Automating the Correctness Assessment of AI-generated Code for Security Contexts
- URL: http://arxiv.org/abs/2310.18834v2
- Date: Sat, 8 Jun 2024 08:19:46 GMT
- Title: Automating the Correctness Assessment of AI-generated Code for Security Contexts
- Authors: Domenico Cotroneo, Alessio Foggia, Cristina Improta, Pietro Liguori, Roberto Natella,
- Abstract summary: We propose a fully automated method, named ACCA, to evaluate the correctness of AI-generated code for security purposes.
We use ACCA to assess four state-of-the-art models trained to generate security-oriented assembly code.
Our experiments show that our method outperforms the baseline solutions and assesses the correctness of the AI-generated code similar to the human-based evaluation.
- Score: 8.009107843106108
- License: http://creativecommons.org/licenses/by/4.0/
- Abstract: Evaluating the correctness of code generated by AI is a challenging open problem. In this paper, we propose a fully automated method, named ACCA, to evaluate the correctness of AI-generated code for security purposes. The method uses symbolic execution to assess whether the AI-generated code behaves as a reference implementation. We use ACCA to assess four state-of-the-art models trained to generate security-oriented assembly code and compare the results of the evaluation with different baseline solutions, including output similarity metrics, widely used in the field, and the well-known ChatGPT, the AI-powered language model developed by OpenAI. Our experiments show that our method outperforms the baseline solutions and assesses the correctness of the AI-generated code similar to the human-based evaluation, which is considered the ground truth for the assessment in the field. Moreover, ACCA has a very strong correlation with the human evaluation (Pearson's correlation coefficient r=0.84 on average). Finally, since it is a fully automated solution that does not require any human intervention, the proposed method performs the assessment of every code snippet in ~0.17s on average, which is definitely lower than the average time required by human analysts to manually inspect the code, based on our experience.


- Work to complete -
Which of the lines below contain the string "JSON"? Pull each one out of the data.

- Data under study -
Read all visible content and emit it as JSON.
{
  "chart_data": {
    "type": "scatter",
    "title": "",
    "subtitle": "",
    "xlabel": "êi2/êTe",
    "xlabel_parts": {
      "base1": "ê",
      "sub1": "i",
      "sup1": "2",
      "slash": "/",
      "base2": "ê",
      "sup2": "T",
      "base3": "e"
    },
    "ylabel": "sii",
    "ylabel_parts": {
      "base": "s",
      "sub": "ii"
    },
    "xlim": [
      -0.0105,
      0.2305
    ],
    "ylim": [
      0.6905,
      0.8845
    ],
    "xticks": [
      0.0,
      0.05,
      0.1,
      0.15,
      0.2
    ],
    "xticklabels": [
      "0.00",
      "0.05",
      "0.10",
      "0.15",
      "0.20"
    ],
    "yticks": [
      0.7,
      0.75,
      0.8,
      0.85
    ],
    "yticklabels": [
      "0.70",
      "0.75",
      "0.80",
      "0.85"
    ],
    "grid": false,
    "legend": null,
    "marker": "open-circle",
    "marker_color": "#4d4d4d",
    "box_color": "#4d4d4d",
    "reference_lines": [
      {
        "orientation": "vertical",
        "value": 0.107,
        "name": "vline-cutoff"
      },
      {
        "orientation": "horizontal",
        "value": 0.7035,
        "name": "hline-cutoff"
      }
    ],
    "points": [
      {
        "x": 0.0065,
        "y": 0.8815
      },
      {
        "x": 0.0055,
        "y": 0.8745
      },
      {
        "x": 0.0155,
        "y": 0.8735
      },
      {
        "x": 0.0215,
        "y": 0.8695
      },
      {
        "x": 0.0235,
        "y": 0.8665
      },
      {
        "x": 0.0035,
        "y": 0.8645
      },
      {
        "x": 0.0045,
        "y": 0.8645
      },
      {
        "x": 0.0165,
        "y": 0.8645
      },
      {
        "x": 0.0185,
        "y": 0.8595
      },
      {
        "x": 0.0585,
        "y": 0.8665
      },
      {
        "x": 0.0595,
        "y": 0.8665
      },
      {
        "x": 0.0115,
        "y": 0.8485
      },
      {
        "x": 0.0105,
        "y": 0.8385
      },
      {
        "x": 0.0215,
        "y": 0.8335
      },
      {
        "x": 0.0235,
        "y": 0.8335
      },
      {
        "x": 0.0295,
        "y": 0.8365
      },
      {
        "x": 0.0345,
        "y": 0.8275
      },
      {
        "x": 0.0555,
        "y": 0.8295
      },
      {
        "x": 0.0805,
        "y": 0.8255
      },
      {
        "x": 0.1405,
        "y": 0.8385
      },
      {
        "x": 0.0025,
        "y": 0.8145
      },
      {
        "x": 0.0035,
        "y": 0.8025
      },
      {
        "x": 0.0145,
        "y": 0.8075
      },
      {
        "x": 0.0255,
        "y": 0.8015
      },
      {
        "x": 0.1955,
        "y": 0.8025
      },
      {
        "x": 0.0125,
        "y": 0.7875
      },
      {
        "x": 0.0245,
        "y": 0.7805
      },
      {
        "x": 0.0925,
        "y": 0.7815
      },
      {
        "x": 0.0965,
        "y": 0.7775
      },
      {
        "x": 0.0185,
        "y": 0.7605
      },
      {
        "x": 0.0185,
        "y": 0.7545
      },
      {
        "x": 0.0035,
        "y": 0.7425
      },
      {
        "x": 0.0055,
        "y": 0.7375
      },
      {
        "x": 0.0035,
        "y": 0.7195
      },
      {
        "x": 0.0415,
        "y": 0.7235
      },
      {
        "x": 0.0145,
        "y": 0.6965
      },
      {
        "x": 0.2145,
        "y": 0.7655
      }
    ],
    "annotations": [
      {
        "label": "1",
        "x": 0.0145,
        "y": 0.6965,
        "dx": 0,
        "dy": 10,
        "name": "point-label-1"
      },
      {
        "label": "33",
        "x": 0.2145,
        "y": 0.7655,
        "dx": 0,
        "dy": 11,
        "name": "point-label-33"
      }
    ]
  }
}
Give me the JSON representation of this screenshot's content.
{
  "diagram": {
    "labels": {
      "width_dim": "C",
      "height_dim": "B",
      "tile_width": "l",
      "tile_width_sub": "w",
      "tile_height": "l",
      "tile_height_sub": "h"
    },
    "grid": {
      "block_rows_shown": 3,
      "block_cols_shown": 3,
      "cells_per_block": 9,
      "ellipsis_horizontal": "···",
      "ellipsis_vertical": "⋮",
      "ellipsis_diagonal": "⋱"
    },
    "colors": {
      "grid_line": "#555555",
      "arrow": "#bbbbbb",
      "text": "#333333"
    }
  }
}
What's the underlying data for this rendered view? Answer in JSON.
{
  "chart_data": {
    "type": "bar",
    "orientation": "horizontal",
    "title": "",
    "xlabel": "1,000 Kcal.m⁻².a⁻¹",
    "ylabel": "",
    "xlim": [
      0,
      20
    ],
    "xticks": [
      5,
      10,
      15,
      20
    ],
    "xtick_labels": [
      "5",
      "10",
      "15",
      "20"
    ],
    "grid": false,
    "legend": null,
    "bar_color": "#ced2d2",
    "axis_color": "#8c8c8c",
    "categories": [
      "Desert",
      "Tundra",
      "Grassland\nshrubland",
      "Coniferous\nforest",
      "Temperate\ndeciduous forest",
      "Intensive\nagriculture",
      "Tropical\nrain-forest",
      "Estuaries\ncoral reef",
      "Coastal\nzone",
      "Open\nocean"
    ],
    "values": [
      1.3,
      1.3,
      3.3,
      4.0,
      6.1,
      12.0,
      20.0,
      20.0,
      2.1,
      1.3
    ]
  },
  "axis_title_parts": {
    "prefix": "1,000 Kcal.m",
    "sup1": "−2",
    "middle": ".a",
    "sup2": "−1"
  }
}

- Task output -
Read all visible content and emit it as JSON.
Give me the JSON representation of this screenshot's content.
What's the underlying data for this rendered view? Answer in JSON.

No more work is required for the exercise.